Posts filed under “Poetry”
AN OLD NURSERY RHYME.
Tepid Teddy Tinker
Was a sloppy thinker;
When he guzzled too much wine,
Mixed up Kant and Wittgenstein.
Silly Sally Sturgeon
Took him for a surgeon,
Married him before she knew
He couldn’t tell K. from W.
Now she’s another heavy drinker,
And it’s thanks to Teddy Tinker.
Teddy Tinker, Teddy Tinker,
Wasn’t he an awful stinker?
A WINTER LAMENT.
Is you friz?
Are I froze?
Yes, we is,
I suppose.
ADVERTISING JINGLE,
Commissioned for Brenneman’s BacteriSafe Soap from the noted poet and singer-songwriter Irving Vanderblock-Wheedle.
Soap!
Soap!
Beautiful soap!
Friend of the grimy and emblem of hope!
If you feel slimy, there’s no need to mope:
Count on our soap—
Beautiful soap!
Soap!
Soap!
Excellent soap!
Don’t whimper “Why me?” and sigh like a dope.
Tell yourself, “Blimey! I’ll get me some soap!
Wonderful soap—
Brenneman’s soap!”
(Comes in greenish or taupe.)
SAFETY SCOREBOARD.
THE SPONGE.
There is a place where sponges grow;
Where corals sit and contemplate
The awful mysteries of fate;
Where, pickled in eternal brine,
The sea-cucumbers mope and pine,
Imagining a better life
Above the ocean’s daily strife;
Where sea-anemones despair
And curse the tangled hair they wear;
Where hermit crabs, dejected, roam
From shell to shell in search of home.
Not so, not so the gentle sponge.
Misfortune never makes him plunge
Into depression, nor does pain
Make much impression on his brain:
His brain in youth was very small,
But now he has no brain at all.
The key to bliss would seem to be
Inflexible stupidity.
We humans bear a brainy curse,
But we could do a whole lot worse
Than imitate this mindless sage
Who eats his brain when he comes of age.
HARK!
By Irving Vanderblock-Wheedle.
Hark!
In the dark,
In the park,
A most misguided lark
Will bark.
Now, mark
How the lark
Long past midnight will bark—
The lalalalalalalark
In the park
In the stark
Dreary dark.
If you ask, Why a lark?
Why a bark in the dark in the park?
No idea.
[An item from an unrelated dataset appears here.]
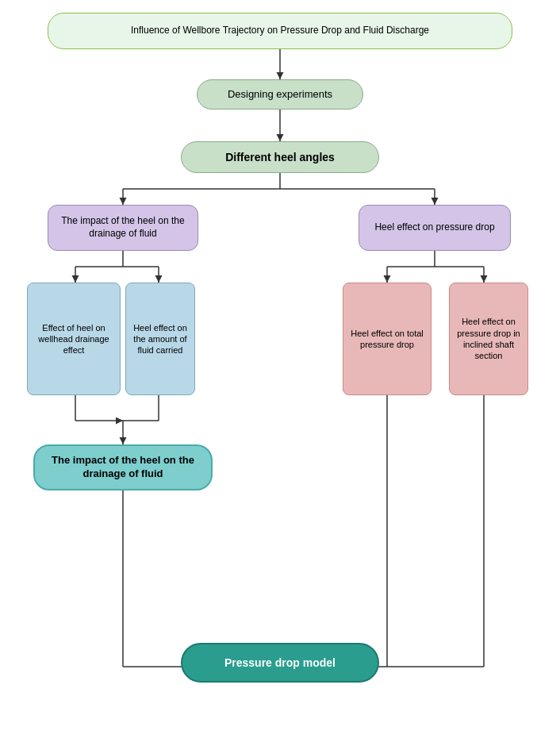 The image size is (560, 750). What do you see at coordinates (280, 31) in the screenshot?
I see `title-node: Influence of Wellbore Trajectory on Pres…` at bounding box center [280, 31].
Not a spark.
But the lark
Still will bark
In the dark.
Therefore, hark.
WARNING LABEL.
REINCARNATION,
By Irving Vanderblock-Wheedle.
As if a ten-year-old percussionist
With dreams of playing for the Rolling Stones
Were living in my ear and practicing
And hoping against hope that he would be
Discovered in his aural practice room
By agents from a record company
That went extinct in 1969
Suggests that next time someone says, “Drink up!
You only go round once!” I ought to say,
“I plan to go round several thousand times,
Metempsychosis willing, and I think
I should consider what my future lives
Will think of me, and in particular
The future life I plan to live tomorrow.”
DR. BOLI’S VERY BAD ADVICE FOR CHILDREN.
No. 4.—The Tyger.
The tyger isn’t burning bright!
Poor unenlightened cat!
Here—take this match. Set him alight
And see how he likes that.
THE SPEECH.
The rest of you… Looks like I’ve made a mess
Already. What I really mean to say
Is, Here we are, on this auspicious day—
I think the day’s auspicious. That’s the word,
I think. Well, anyway, you may have heard
That on this day in 1928
Our local chapter held its first—no, wait,
I think I mean in 1927.
4 minus 5, and carry the 11,
and—no, I think I had it right before.
Subtraction always makes my eyeballs sore.
At any rate, on this auspicious day,
We’re here. That’s what I really meant to say.
And so, auspiciously, we gather here,
For sacred duty, and because there’s beer,
And celebrate our chapter. —Well, that’s bad.
I’ve lost the special poem I thought I had.
I wrote it just for— well, of all the— Folks,
Does anybody here know any jokes?
Looks like my speech is done. —Thanks for the cheers.
They really are like music to my ears.